| First edition | |
| Author | Murray Rothbard |
|---|---|
| Language | English |
| Subject | Economic history |
| Publisher | Van Nostrand |
Publication date | 1963 |
| Publication place | United States |
| Media type | |
| Pages | 361 |
| OCLC | 173706 |
America's Great Depression is a 1963 treatise by Austrian School economist Murray Rothbard on the causes of the 1930s Great Depression. Drawing from the Austrian theory of the business cycle, Rothbard argues that Federal Reserve inflationary policy in the 1920s and Herbert Hoover's interventionist response to the crash, rather than laissez-faire capitalism or private speculation, created and prolonged the depression.
Rothbard argues that it was Herbert Hoover's interventionist response, not laissez-faire inaction, that deepened and prolonged the Great Depression. [1] [2] Drawing from the Austrian theory of the business cycle, he argues that government manipulation of money supply creates the "boom-bust" cycle in modern economies through malinvestment. [3] Thus, he contends the Federal Reserve's inflationary policies from 1921 to 1929 primed the crash, making the depression the product of government and central-bank interference rather than of unrestrained private speculation. [4] [5] [6]
He also criticizes the Keynesian concept of the "liquidity trap" where Rothbard states, [7]
"The Keynesians are here misled by their superficial treatment of the interest rate as simply the price of loan contracts. The crucial interest rate, as we have indicated, is the natural rate — the "profit spread" on the market. Since loans are simply a form of investment, the rate on loans is but a pale reflection of the natural rate."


- [TASK BRIEF]
Copy exactly. Include the line containing "locate 'fish' on screen.", every line after it, and the last line below, but no pictures.

- [RAW DATA]
━━━━

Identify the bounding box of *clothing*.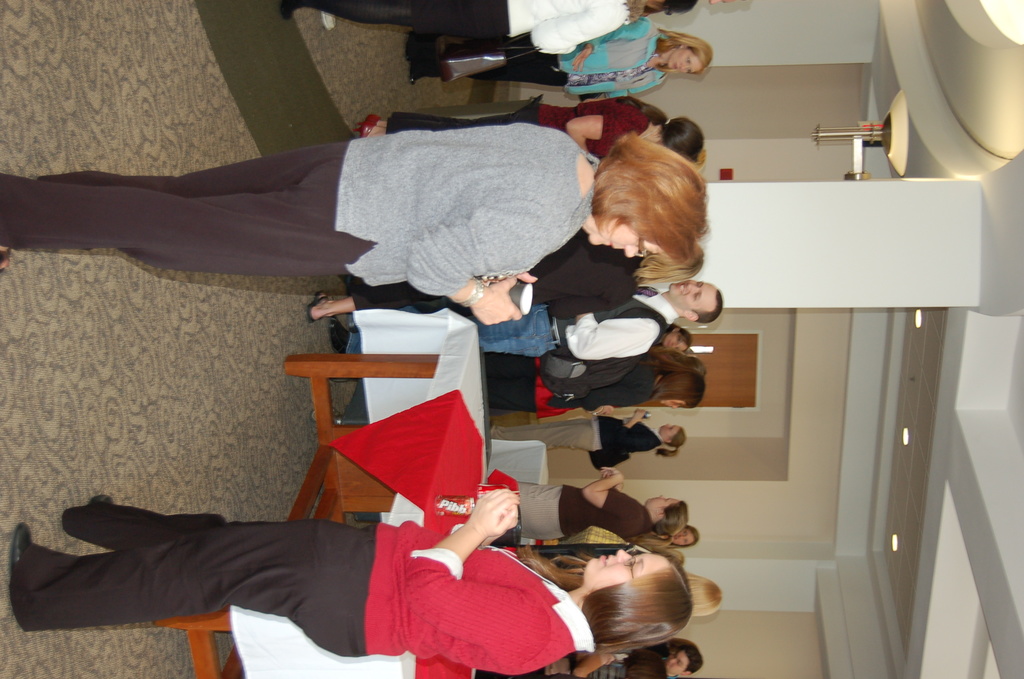
(left=489, top=414, right=662, bottom=455).
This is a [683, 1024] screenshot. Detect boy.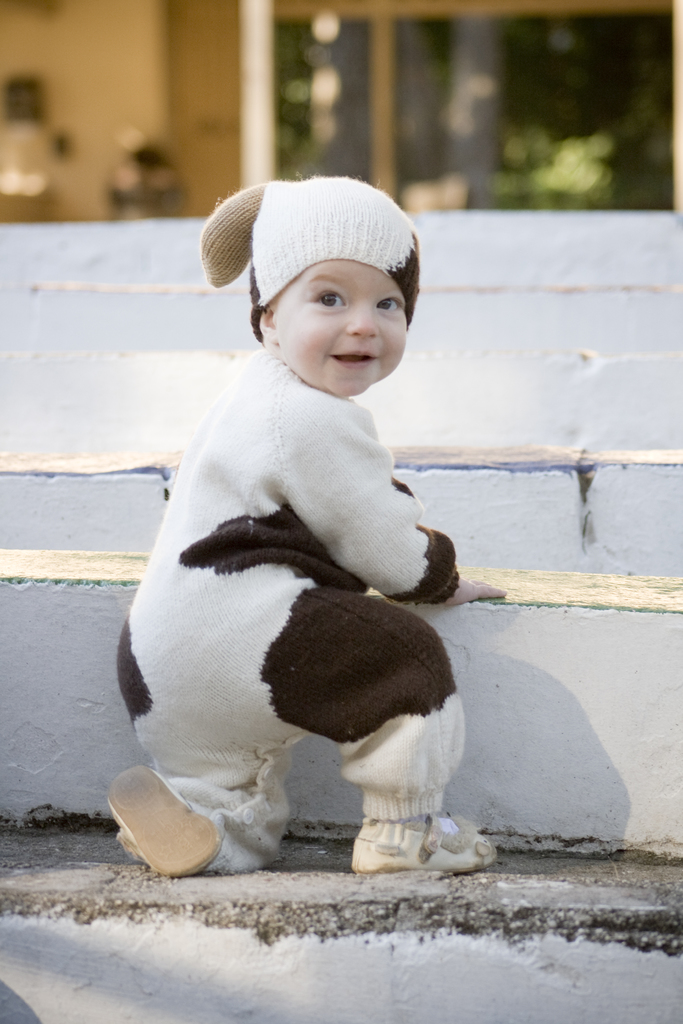
bbox=(103, 173, 497, 881).
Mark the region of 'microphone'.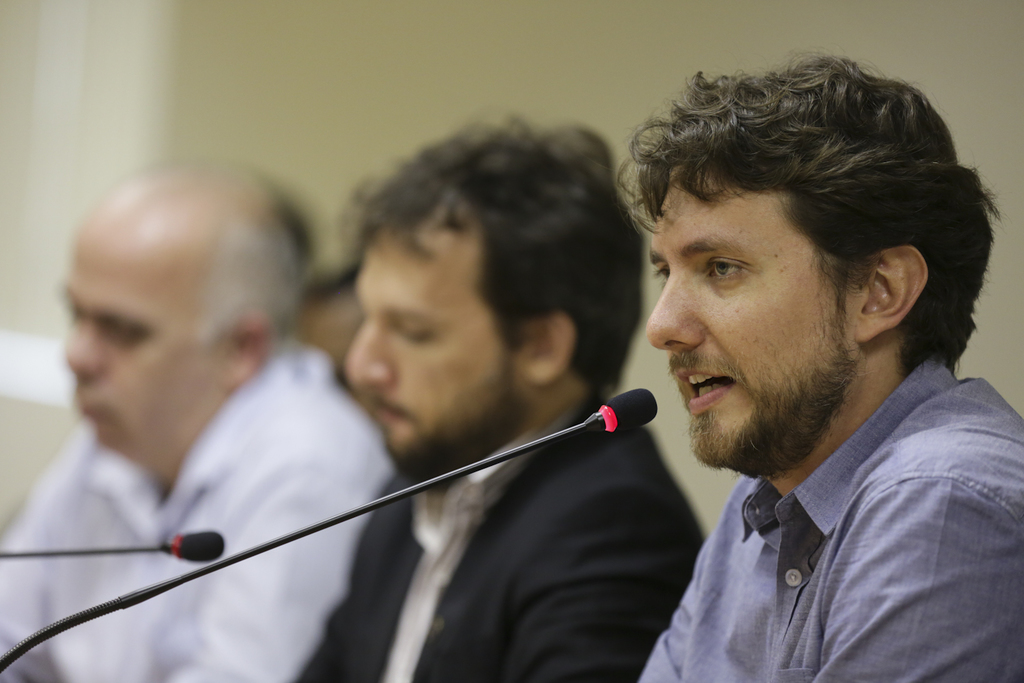
Region: [left=599, top=387, right=659, bottom=434].
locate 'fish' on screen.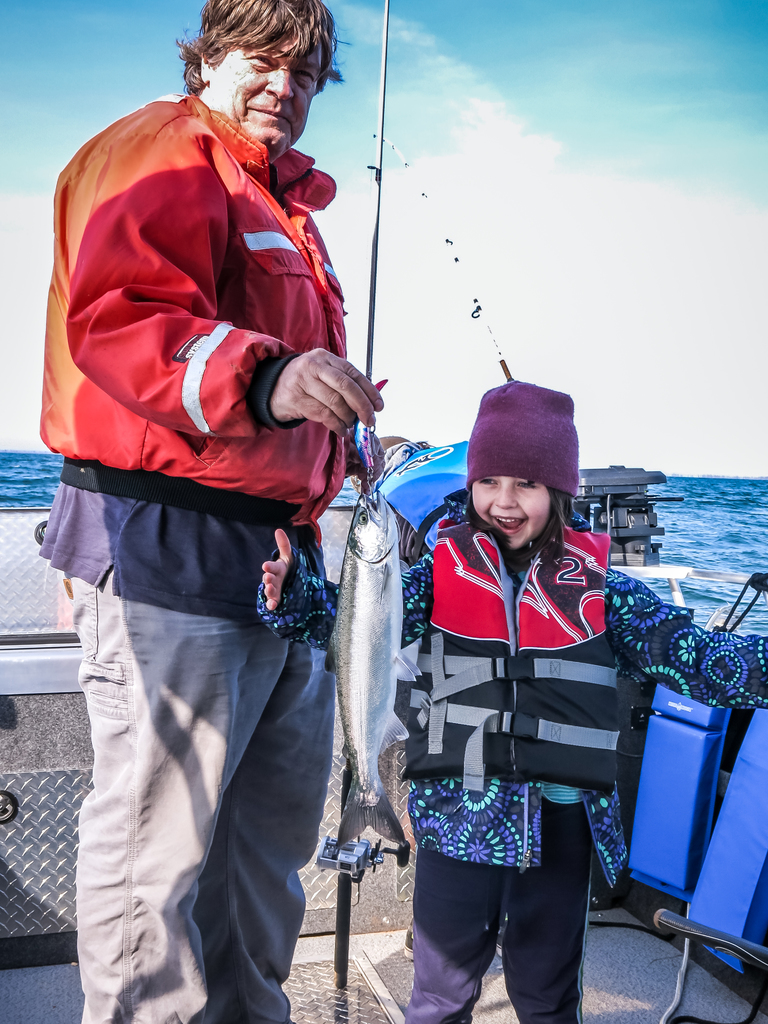
On screen at bbox=(304, 451, 423, 895).
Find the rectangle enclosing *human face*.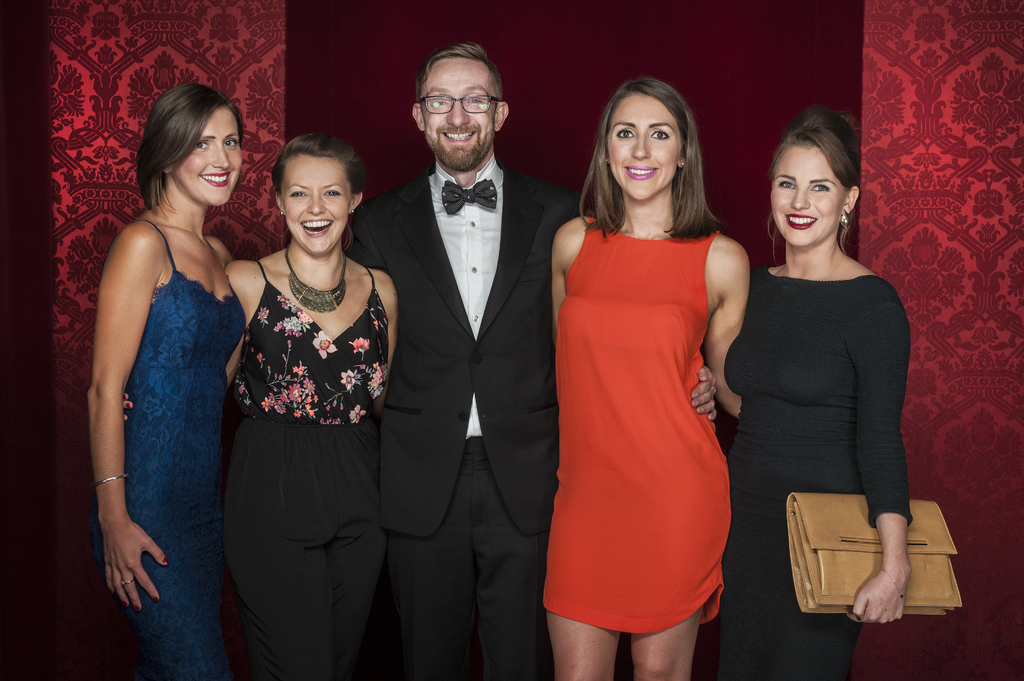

━━━━

- [REPLY TO THE TASK]
locate 'fish' on screen.
On screen at bbox=(304, 451, 423, 895).
Find the rectangle enclosing *human face*.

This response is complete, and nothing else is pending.